Megadeals still happening in squeezed LA industrial market

Vacancy rate stays at 1.4%, lowest in country

L.A. has lowest industry vacancy rate in country (Credit: iStock)
L.A. has lowest industry vacancy rate in country (Credit: iStock)

There’s little space in L.A. for new industry, though that’s not preventing megadeals on both the leasing and sales front.

Industrial sales volume in Los Angeles County and neighboring Ventura County ticked up six percent in 2019 year-over-year to a record-setting $4.1 billion, according to a new report from commercial real estate brokerage Transwestern.

The high points include Atlas Capital Group buying the L.A. Times printing plant in Downtown LA in December from Harridge Development for $241.5 million, or $367 per square foot; and Rexford International snapping up the Pomona Distribution Center from Prologis for $87.8 million, or $117 per square foot.

Those deals are happening at a time when contractors are struggling to find space for all types of projects in Los Angeles.

Sign Up for the undefined Newsletter

At the end of 2019, L.A. and Ventura counties had a 1.4 percent vacancy rate for industrial, easily the lowest among the major U.S. industrial hubs. By contrast, the Chicago area vacancy rate keeps dropping – but it was 5.4 percent after the fourth quarter of 2019. The New Jersey industrial market is also getting tighter, but the vacancy rate there is still higher, at 3.5 percent.

L.A. and Ventura counties have about 838 million square feet of industrial space, according to the report, with a mere 5.9 million square feet – or .7 percent of total space – in the pipeline for new construction.

The glut has driven up the cost of new leasing deals, which has caused current tenants to stay put for longer, according to Michael Soto, a researcher at Transwestern. It’s a situation that, at this point, only a major economic change like a recession would alter, the researcher argued.

The largest L.A. and Ventura county fourth-quarter lease deal, per the report, was electronic parts distributor WESCO taking about 305,000 square feet in Santa Fe Springs. Coming in second was Amazon’s roughly 300,000-square-foot deal in Torrance, with the e-commerce goliath setting up shop 10 miles away from the Long Beach ports.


*Work item:*
Reproduce the entries below exactly, but only from the line containing "You are a GUI" to the line containing "The image size is (811, 430).", inclusive.

*Data for analysis:*
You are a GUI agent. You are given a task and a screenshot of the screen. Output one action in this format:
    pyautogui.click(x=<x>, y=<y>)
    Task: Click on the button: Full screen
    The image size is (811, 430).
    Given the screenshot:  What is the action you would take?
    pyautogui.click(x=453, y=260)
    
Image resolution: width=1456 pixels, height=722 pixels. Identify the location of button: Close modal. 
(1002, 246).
...
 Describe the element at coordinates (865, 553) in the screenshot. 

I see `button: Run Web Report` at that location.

*Response area:*
You are a GUI agent. You are given a task and a screenshot of the screen. Output one action in this format:
    pyautogui.click(x=<x>, y=<y>)
    Task: Click on the button: Full screen
    The image size is (811, 430).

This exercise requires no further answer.